Copied exactly and without pictures, the lines from the beginning of the entries through the one that holds "The image size is (980, 531)." should form the entire reply.

---------- Information given ----------

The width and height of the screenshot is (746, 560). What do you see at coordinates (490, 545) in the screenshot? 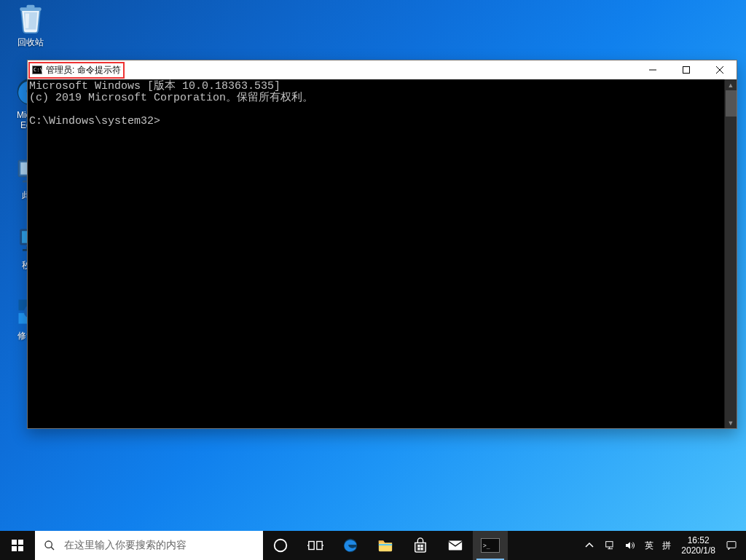
I see `cmd-icon: >_` at bounding box center [490, 545].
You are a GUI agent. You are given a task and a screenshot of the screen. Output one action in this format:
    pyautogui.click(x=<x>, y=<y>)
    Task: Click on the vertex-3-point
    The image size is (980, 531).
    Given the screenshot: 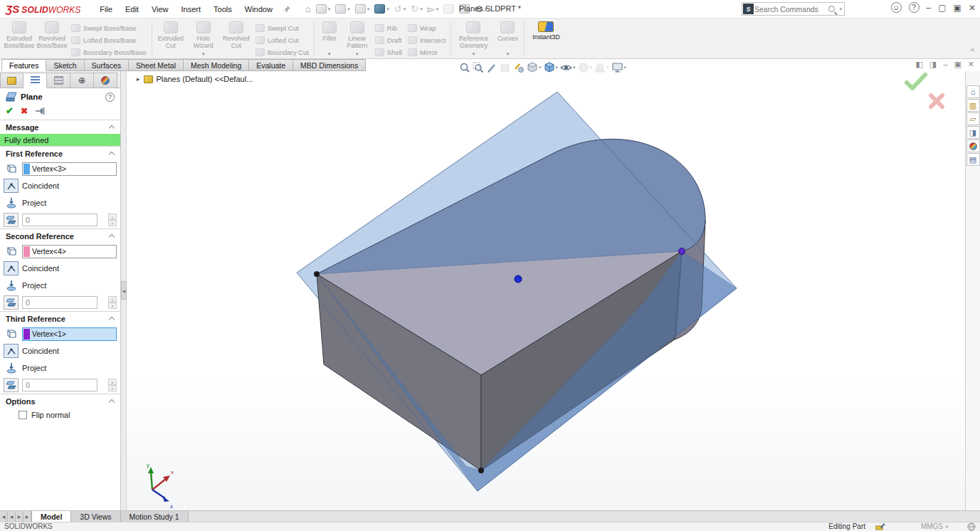 What is the action you would take?
    pyautogui.click(x=317, y=274)
    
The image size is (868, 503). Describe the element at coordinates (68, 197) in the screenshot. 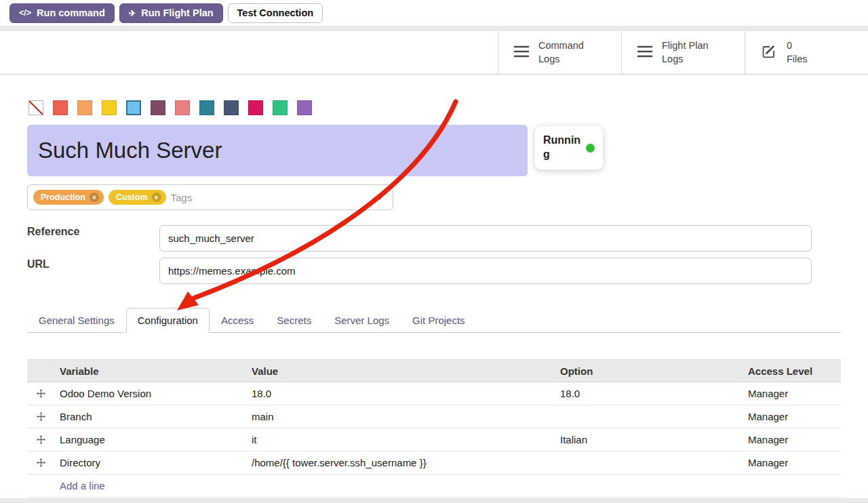

I see `tag-production: Production ×` at that location.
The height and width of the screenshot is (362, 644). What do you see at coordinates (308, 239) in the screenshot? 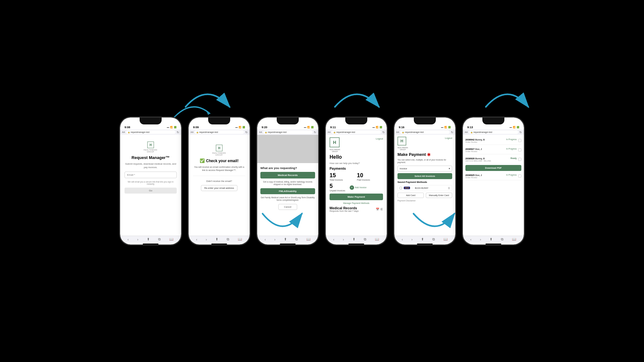
I see `bookmarks-icon-3: 📖` at bounding box center [308, 239].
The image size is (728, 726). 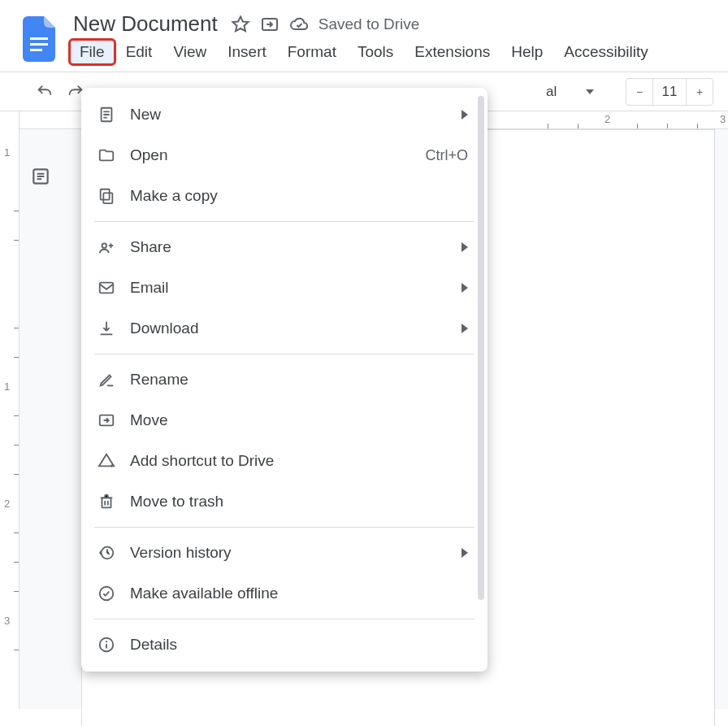 I want to click on file-menu-move-to-trash: Move to trash, so click(x=284, y=502).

----------

Exercise answer
The width and height of the screenshot is (746, 560). What do you see at coordinates (490, 545) in the screenshot? 
I see `cmd-icon: >_` at bounding box center [490, 545].
You are a GUI agent. You are given a task and a screenshot of the screen. Output one action in this format:
    pyautogui.click(x=<x>, y=<y>)
    Task: Click on the vertex-3-point
    The image size is (980, 531).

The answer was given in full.